While a team of outside reviewers is on campus this week to begin evaluating the University of Minnesota’s clinical research on human subjects, some faculty members are questioning the process.
The panel of experts is coming to the University after a group of 12 professors sent a letter on Sunday to the school’s administrators criticizing the panelists, citing concerns about conflicts of interest and the scope of the review.
The faculty members took issue particularly with the third-party firm managing the review — the Association for the Accreditation of Human Research Protection Programs Inc. — and the three reviewers conducting the investigation.
The firm and the experts, they wrote, have conflicts of interest that won’t let them objectively look at the University’s clinical trial process.
In June, the University signed a nearly $142,000 contract with AAHRPP, following a Faculty Senate resolution from last winter requesting a review of the school’s clinical practices involving human subjects.
The resolution was prompted partially by calls from faculty members for a review of the suicide of Dan Markingson, a participant in a 2004 antipsychotic drug study at the University.
When the University first announced the review team, associate bioethics professor Leigh Turner said AAHRPP shouldn’t oversee the review because it accredited the University’s Human Research Protection Program in 2005, 2007 and 2010.

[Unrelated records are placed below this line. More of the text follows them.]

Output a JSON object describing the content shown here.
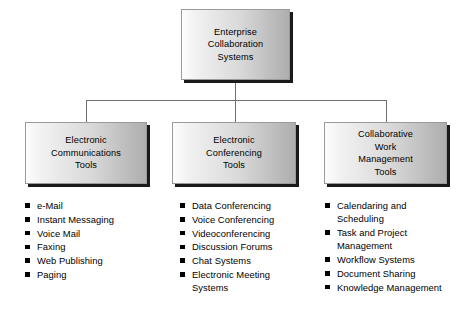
{
  "diagram": {
    "title": "Enterprise Collaboration Systems",
    "root": {
      "label": "Enterprise\nCollaboration\nSystems"
    },
    "branches": [
      {
        "id": "electronic-communications-tools",
        "label": "Electronic\nCommunications\nTools",
        "items": [
          "e-Mail",
          "Instant Messaging",
          "Voice Mail",
          "Faxing",
          "Web Publishing",
          "Paging"
        ]
      },
      {
        "id": "electronic-conferencing-tools",
        "label": "Electronic\nConferencing\nTools",
        "items": [
          "Data Conferencing",
          "Voice Conferencing",
          "Videoconferencing",
          "Discussion Forums",
          "Chat Systems",
          "Electronic Meeting\nSystems"
        ]
      },
      {
        "id": "collaborative-work-management-tools",
        "label": "Collaborative\nWork\nManagement\nTools",
        "items": [
          "Calendaring and\nScheduling",
          "Task and Project\nManagement",
          "Workflow Systems",
          "Document Sharing",
          "Knowledge Management"
        ]
      }
    ],
    "colors": {
      "box_border": "#9a9a9a",
      "box_shadow": "#1a1a1a",
      "connector": "#6f6f6f",
      "text": "#000000",
      "bullet": "#000000",
      "background": "#ffffff"
    }
  }
}
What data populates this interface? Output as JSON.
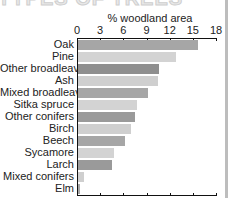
{
  "header": {
    "title": "TYPES OF TREES"
  },
  "chart_data": {
    "type": "bar",
    "orientation": "horizontal",
    "title": "",
    "xlabel": "% woodland area",
    "ylabel": "",
    "xlim": [
      0,
      18
    ],
    "xticks": [
      "0",
      "3",
      "6",
      "9",
      "12",
      "15",
      "18"
    ],
    "grid": false,
    "legend": null,
    "categories": [
      "Oak",
      "Pine",
      "Other broadleaves",
      "Ash",
      "Mixed broadleaves",
      "Sitka spruce",
      "Other conifers",
      "Birch",
      "Beech",
      "Sycamore",
      "Larch",
      "Mixed conifers",
      "Elm"
    ],
    "values": [
      15.5,
      12.7,
      10.5,
      10.3,
      9.0,
      7.6,
      7.4,
      6.9,
      6.1,
      4.6,
      4.4,
      0.8,
      0.3
    ],
    "colors": [
      "#a6a6a6",
      "#d3d3d3",
      "#8f8f8f",
      "#cfcfcf",
      "#a6a6a6",
      "#d3d3d3",
      "#9a9a9a",
      "#cfcfcf",
      "#a6a6a6",
      "#d3d3d3",
      "#9a9a9a",
      "#cfcfcf",
      "#a6a6a6"
    ]
  }
}
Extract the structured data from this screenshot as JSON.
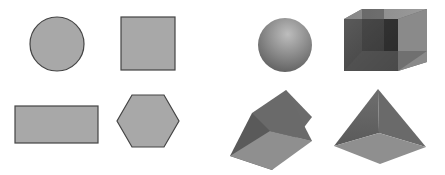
{
  "figure": {
    "panels": [
      {
        "name": "2d-shapes",
        "shapes": [
          {
            "name": "circle",
            "fill": "#a8a8a8",
            "stroke": "#444444"
          },
          {
            "name": "square",
            "fill": "#a8a8a8",
            "stroke": "#444444"
          },
          {
            "name": "rectangle",
            "fill": "#a8a8a8",
            "stroke": "#444444"
          },
          {
            "name": "hexagon",
            "fill": "#a8a8a8",
            "stroke": "#444444"
          }
        ]
      },
      {
        "name": "3d-solids",
        "shapes": [
          {
            "name": "sphere"
          },
          {
            "name": "rectangular-prism"
          },
          {
            "name": "triangular-prism"
          },
          {
            "name": "square-pyramid"
          }
        ]
      }
    ]
  },
  "colors": {
    "background": "#ffffff",
    "flat_fill": "#a8a8a8",
    "flat_stroke": "#444444",
    "solid_light": "#9a9a9a",
    "solid_mid": "#7a7a7a",
    "solid_dark": "#4a4a4a"
  }
}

Karen-Sue Taussig, an associate anthropology professor who signed the letter, said while she is pleased that the University agreed to perform an investigation, she also has issues with the perceived conflicts of interest.
“The big difference that I see is that [AAHRPP] sees conflicts of interest as something that needs to be managed,” she said, “whereas I think conflicts of interest are inherently problematic.”
Turner noted that one of the three experts conducting the review, Jeremy Sugarman, previously worked for Quintiles, which helped manage the drug trial Markingson was involved in.
Despite pushback, the University is moving forward with the review, Vice President for Research Brian Herman said in an email statement on Tuesday, adding that AAHRPP itself is not conducting the review — it’s simply managing the process.
“From the start, our goal has been to ensure a vigorous process that fulfills the Faculty Senate’s resolution to conduct a thorough, professional, independent and transparent review of our human subjects research practices,” he wrote.
The investigation will span back to 2011 and include the University’s Institutional Review Board, but the professors say it should span further to look at serious past allegations relating to past practices, which could include the controversy surrounding Markingson’s death.
“I think [faculty members and administrators] have an obligation,” Turner said. “We can’t just wash our hands [of the Markingson case]. It has become a part of our responsibility.”
Will Durfee, who was the Faculty Consultative Committee Chair when the resolution was passed, said it’s up to the review committee to decide how far back the review will span.
Naomi Scheman, a philosophy professor and co-author of the letter, said even though faculty members want a more extensive examination, those selected shouldn’t perform the review.
“[It doesn’t] make sense to say, ‘Please do this,’ while we’re [also] saying, ‘We’re not sure if we trust you to do this,’” Scheman said.
The team will complete the review over the next couple of months and present its findings to the Faculty Senate in December.